For those of you outside of PG&E utility territory, your bills are paid into the Diablo pot too, via volumetric performance fees that go towards PG&E district upkeep, but don't come back to your district.
Meanwhile, “PG&E has enjoyed record profits the last three years,” almost $2.5 billion in 2024 alone.
Despite all this, PG&E and their proponents are aiming for another extension – this time, 15 years. This effort is picking up traction in Sacramento, despite the growing evidence that Diablo Canyon Nuclear plant is too expensive and the still missing comprehensive financial and needs analysis.
Not to mention concerns about safety, public health and environmental impacts from the plant as Trump’s Nuclear Regulatory Commission reduces nuclear safety regulations, security measures and safety inspections. These issues don’t seem to be top of mind for the legislature, but affordability is a priority amidst the current state budget deficit.
Now is the time to stop PG&E from sucking up money from Californians to profit off of this aging nuclear power plant. But we need community members across the state pushing back on this shared affordability issue. Leave a personal message telling your state representatives you do not want to subsidize Diablo Canyon Nuclear Plant and PG&E corporate profits any longer.
A Legal Reprieve for the Plovers
By Sierra Club California and Santa Lucia Chapter
On April 9, a federal court ruled that the California Department of Parks and Recreation has violated the Endangered Species Act by allowing motorized vehicle use that harms the threatened Western snowy plover at the Oceano Dunes State Vehicular Recreation Area. The court granted an injunction halting off-road vehicle activity in snowy plover habitat.
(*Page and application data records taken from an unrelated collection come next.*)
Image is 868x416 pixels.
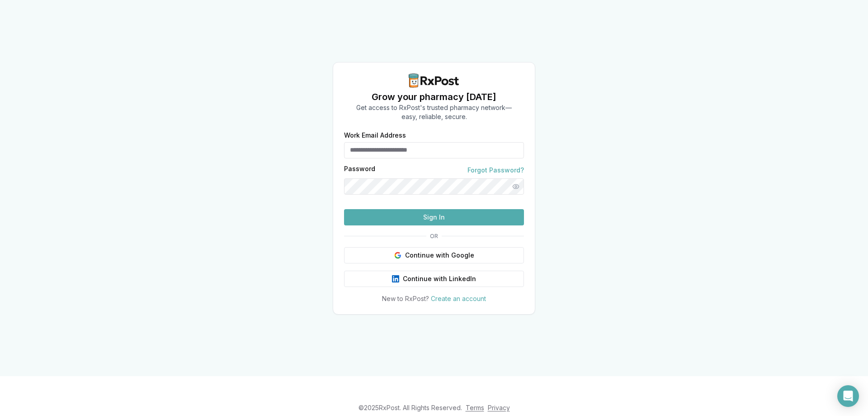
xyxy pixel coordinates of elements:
p: Get access to RxPost's trusted pharmacy network— easy, reliable, secure. [356,103,512,121]
label: Password [344,166,375,175]
img: Google [394,252,402,259]
div: Open Intercom Messenger [838,385,859,407]
button: Sign In [344,209,524,226]
button: Continue with Google [344,247,524,264]
button: Continue with LinkedIn [344,271,524,287]
img: RxPost Logo [405,73,463,88]
span: OR [427,233,442,240]
span: New to RxPost? [382,295,429,302]
label: Work Email Address [344,132,524,138]
button: Show password [508,178,524,195]
a: Privacy [488,404,510,411]
img: LinkedIn [392,275,399,282]
a: Forgot Password? [468,166,524,175]
h1: Grow your pharmacy [DATE] [356,91,512,103]
a: Create an account [431,295,486,302]
a: Terms [466,404,484,411]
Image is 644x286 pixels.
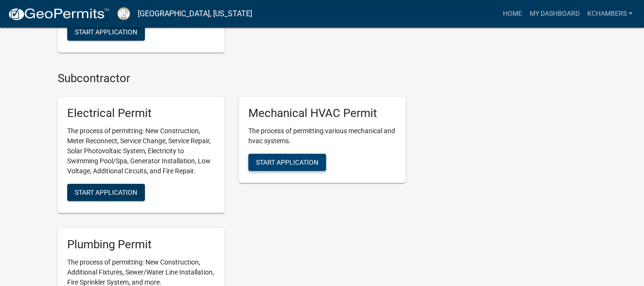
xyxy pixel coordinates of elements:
[526,5,584,23] a: My Dashboard
[248,126,396,146] p: The process of permitting various mechanical and hvac systems.
[248,154,326,171] button: Start Application
[58,71,406,85] h4: Subcontractor
[67,237,215,252] h5: Plumbing Permit
[67,126,215,176] p: The process of permitting: New Construction, Meter Reconnect, Service Change, Service Repair, Sol...
[75,188,137,196] span: Start Application
[138,6,252,22] a: [GEOGRAPHIC_DATA], [US_STATE]
[75,28,137,36] span: Start Application
[584,5,637,23] a: Kchambers
[67,106,215,121] h5: Electrical Permit
[67,23,145,41] button: Start Application
[248,106,396,121] h5: Mechanical HVAC Permit
[117,7,130,20] img: Putnam County, Georgia
[499,5,526,23] a: Home
[256,159,318,166] span: Start Application
[67,184,145,201] button: Start Application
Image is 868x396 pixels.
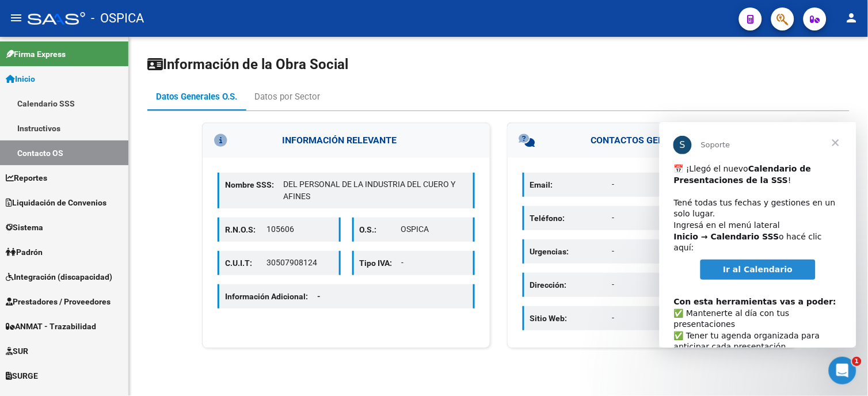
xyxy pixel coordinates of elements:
p: Sitio Web: [531,312,612,324]
p: - [612,312,773,323]
p: - [612,278,773,290]
p: O.S.: [360,223,401,236]
p: OSPICA [401,223,468,235]
p: - [402,257,468,269]
h1: Información de la Obra Social [147,55,849,74]
p: - [612,178,773,190]
span: ANMAT - Trazabilidad [6,320,96,332]
span: Inicio [6,73,35,85]
div: Datos por Sector [254,90,320,103]
p: - [612,212,773,223]
p: R.N.O.S: [226,223,267,236]
p: 30507908124 [267,257,332,269]
span: SURGE [6,370,38,382]
span: - [317,292,321,301]
div: Datos Generales O.S. [156,90,237,103]
mat-icon: person [845,11,859,25]
p: C.U.I.T: [226,257,267,270]
p: Dirección: [531,278,612,291]
h3: INFORMACIÓN RELEVANTE [203,124,490,158]
span: Reportes [6,172,47,184]
span: 1 [852,357,862,366]
span: Prestadores / Proveedores [6,295,111,308]
p: Email: [531,178,612,191]
p: Urgencias: [531,245,612,258]
p: - [612,245,773,257]
p: 105606 [267,223,332,235]
p: Información Adicional: [226,290,330,303]
span: SUR [6,345,28,358]
div: ​✅ Mantenerte al día con tus presentaciones ✅ Tener tu agenda organizada para anticipar cada pres... [15,163,182,310]
mat-icon: menu [9,11,23,25]
h3: CONTACTOS GENERALES [508,124,795,158]
p: Teléfono: [531,212,612,224]
iframe: Intercom live chat [829,357,856,384]
span: - OSPICA [91,6,144,31]
iframe: Intercom live chat mensaje [660,122,856,348]
p: Tipo IVA: [360,257,402,270]
span: Padrón [6,246,42,259]
span: Firma Express [6,48,66,61]
span: Integración (discapacidad) [6,271,112,283]
b: Con esta herramientas vas a poder: [15,174,177,184]
p: Nombre SSS: [226,178,283,191]
p: DEL PERSONAL DE LA INDUSTRIA DEL CUERO Y AFINES [283,178,468,203]
span: Liquidación de Convenios [6,196,107,209]
span: Sistema [6,221,43,233]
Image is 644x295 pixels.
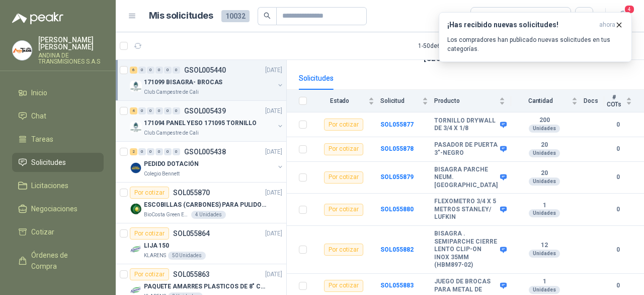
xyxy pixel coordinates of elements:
b: 1 [511,201,578,209]
b: 0 [604,120,632,129]
div: Todas [477,10,498,21]
th: Docs [584,89,604,112]
b: BISAGRA PARCHE NEUM. [GEOGRAPHIC_DATA] [434,166,498,190]
a: SOL055877 [381,121,414,128]
div: 0 [164,107,172,114]
div: 1 - 50 de 6498 [418,37,483,54]
span: Licitaciones [31,179,69,191]
div: Unidades [529,149,560,157]
p: ESCOBILLAS (CARBONES) PARA PULIDORA DEWALT [144,200,269,209]
span: # COTs [604,94,624,108]
h3: ¡Has recibido nuevas solicitudes! [448,20,596,29]
div: 4 [130,107,138,114]
a: 4 0 0 0 0 0 GSOL005439[DATE] Company Logo171094 PANEL YESO 171095 TORNILLOClub Campestre de Cali [130,105,285,137]
a: Solicitudes [12,152,104,172]
p: BioCosta Green Energy S.A.S [144,211,189,218]
b: JUEGO DE BROCAS PARA METAL DE [434,277,498,293]
div: Por cotizar [324,143,364,155]
p: PEDIDO DOTACIÓN [144,159,199,168]
p: Club Campestre de Cali [144,129,199,137]
b: 20 [511,141,578,149]
a: SOL055880 [381,206,414,213]
img: Company Logo [130,121,142,133]
div: 50 Unidades [168,252,206,259]
span: ahora [600,20,615,29]
th: Solicitud [381,89,434,112]
b: 0 [604,144,632,154]
span: Cotizar [31,226,54,237]
div: Unidades [529,249,560,258]
div: 0 [147,107,155,114]
div: Unidades [529,124,560,133]
b: 0 [604,205,632,214]
p: GSOL005438 [184,148,226,155]
p: KLARENS [144,252,166,259]
p: [DATE] [265,269,282,279]
p: GSOL005440 [184,66,226,73]
span: Inicio [31,87,48,99]
div: Unidades [529,209,560,217]
span: Producto [434,97,497,105]
div: Unidades [529,178,560,185]
p: [DATE] [265,147,282,156]
b: TORNILLO DRYWALL DE 3/4 X 1/8 [434,116,498,133]
p: ANDINA DE TRANSMISIONES S.A.S [38,53,104,65]
div: 0 [138,148,146,155]
div: Por cotizar [130,268,169,280]
a: Órdenes de Compra [12,245,104,275]
th: Cantidad [511,89,584,112]
div: Por cotizar [130,186,169,198]
span: Negociaciones [31,203,77,214]
p: [PERSON_NAME] [PERSON_NAME] [38,37,104,50]
div: 0 [155,107,163,114]
span: Estado [313,97,366,105]
p: LIJA 150 [144,241,169,250]
img: Company Logo [130,202,142,214]
b: 1 [511,277,578,286]
span: Cantidad [511,97,570,105]
span: 4 [624,4,636,14]
b: SOL055883 [381,281,414,288]
p: GSOL005439 [184,107,226,114]
div: Por cotizar [324,203,364,216]
p: 171099 BISAGRA- BROCAS [144,77,223,87]
div: 0 [147,148,155,155]
p: [DATE] [265,65,282,75]
div: Por cotizar [324,118,364,130]
div: 0 [164,66,172,73]
span: Solicitud [381,97,421,105]
p: Los compradores han publicado nuevas solicitudes en tus categorías. [448,35,624,54]
a: Cotizar [12,222,104,241]
div: 0 [164,148,172,155]
p: SOL055870 [173,189,210,196]
a: Negociaciones [12,199,104,218]
p: PAQUETE AMARRES PLASTICOS DE 8" COLOR NEGRO [144,281,269,291]
th: # COTs [604,89,644,112]
a: SOL055882 [381,246,414,252]
span: Chat [31,111,46,122]
b: PASADOR DE PUERTA 3"-NEGRO [434,141,498,156]
div: 0 [147,66,155,73]
div: Por cotizar [324,171,364,184]
p: SOL055864 [173,230,210,236]
p: 171094 PANEL YESO 171095 TORNILLO [144,118,257,128]
span: Tareas [31,133,54,145]
p: [DATE] [265,229,282,238]
img: Company Logo [130,80,142,92]
a: Tareas [12,129,104,149]
b: 20 [511,169,578,178]
p: [DATE] [265,106,282,116]
button: ¡Has recibido nuevas solicitudes!ahora Los compradores han publicado nuevas solicitudes en tus ca... [439,12,632,62]
span: Órdenes de Compra [31,249,94,271]
p: [DATE] [265,188,282,197]
div: Por cotizar [324,280,364,292]
th: Estado [313,89,381,112]
b: 0 [604,173,632,182]
img: Logo peakr [12,12,64,24]
b: SOL055879 [381,173,414,180]
div: 0 [138,107,146,114]
div: 0 [138,66,146,73]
This ruling is not just about one park or one species. It reinforces that California’s public lands must be managed in a way that protects endangered wildlife, coastal ecosystems, and nearby communities, not sacrificed for destructive off-road vehicle use. Oceano Dunes is one of the most visible examples of how outdated recreation policies can harm sensitive habitats, worsen air quality, and undermine California’s broader commitments to biodiversity, climate resilience, and environmental justice.
“The court’s ruling makes it clear that off-roading in snowy plover habitat violates the Endangered Species Act and must stop,” said Zeynep Graves, a senior attorney at the Center for Biological Diversity. “For decades, state officials have let off-road vehicles tear through protected habitat at Oceano Dunes, injuring and killing snowy plovers, harassing roosting flocks, and degrading their habitat. These threatened shorebirds will be safer and stand a better chance at survival thanks to this ruling.”
The Center filed suit in 2020 after providing notice of violations to State Parks in 2017 and 2020. At issue is the lack of an Endangered Species Act permit from the U.S. Fish and Wildlife Service to incidentally “take” protected wildlife, which State Parks can only obtain if it develops a Habitat Conservation Plan that protects the plovers.
Although state park officials began developing a habitat conservation plan in the early 2000s after being sued by the Sierra Club, the plan remains unfinished more than two decades later. The agency has continued to authorize motorized vehicle use at Oceano Dunes without a permit. Its own records document many incidents in which snowy plovers have been killed and harmed by vehicle activity.
Currently under federal review, State Parks’ draft Habitat Conservation Plan is severely flawed and any federal permit issued on that basis would share those flaws.
San Luis Obispo County can and should amend its Local Coastal Plan (LCP) to permanently end the harm to endangered species, the environment, and the community of Oceano caused by off-road activity in the Oceano Dunes.